Winchester Model 52 - Production History

Production History

The Model 52 went through many alterations over its sixty years. These changes were not systematic: improvements to the action, stock and so on were made on an ad hoc basis, and it is clearer to treat these alterations so separated rather than as "models."

Note on serial numbers and sub-model or "Style" letter designators: It was Winchester's practice to stamp each receiver with its serial number after milling and preliminary polishing, often weeks or months before the rifle was actually assembled. Accordingly, the alphabetic SN suffixes A, B, C and D were applied specifically to changes to the receiver forging itself, originally as an aid to factory workers: not to new designs of stock, furniture or even trigger mechanism if no change to the receiver was required. Other design changes might coincide in time with a receiver 'submodel,' or first appear in the same catalog: many commentators have been confused by this, talking about such things as the "Model 52B stock" which, strictly speaking, did not exist. Winchester catalogs and advertising literature did not mention letter designators until the 1950s.
Notwithstanding the foregoing, the Model 52D represented a comprehensive upgrade of the entire rifle.

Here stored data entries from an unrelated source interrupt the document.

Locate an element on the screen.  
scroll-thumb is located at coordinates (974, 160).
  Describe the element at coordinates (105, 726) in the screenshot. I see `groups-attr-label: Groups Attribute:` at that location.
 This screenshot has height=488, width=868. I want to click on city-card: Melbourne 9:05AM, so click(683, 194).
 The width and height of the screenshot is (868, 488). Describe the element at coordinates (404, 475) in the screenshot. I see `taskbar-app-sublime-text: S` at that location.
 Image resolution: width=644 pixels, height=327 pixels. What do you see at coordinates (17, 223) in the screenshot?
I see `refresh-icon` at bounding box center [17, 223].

Read more about this topic:  Winchester Model 52

Famous quotes containing the words production and/or history:

    I really know nothing more criminal, more mean, and more ridiculous than lying. It is the production either of malice, cowardice, or vanity; and generally misses of its aim in every one of these views; for lies are always detected, sooner or later.
    Philip Dormer Stanhope, 4th Earl Chesterfield (1694–1773)

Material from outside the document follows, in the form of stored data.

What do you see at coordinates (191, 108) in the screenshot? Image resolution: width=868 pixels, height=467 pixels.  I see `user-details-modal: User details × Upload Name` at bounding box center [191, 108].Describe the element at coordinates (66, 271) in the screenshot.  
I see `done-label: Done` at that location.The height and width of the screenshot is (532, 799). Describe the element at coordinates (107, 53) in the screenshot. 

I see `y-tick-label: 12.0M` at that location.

    Throughout the history of commercial life nobody has ever quite liked the commission man. His function is too vague, his presence always seems one too many, his profit looks too easy, and even when you admit that he has a necessary function, you feel that this function is, as it were, a personification of something that in an ethical society would not need to exist. If people could deal with one another honestly, they would not need agents.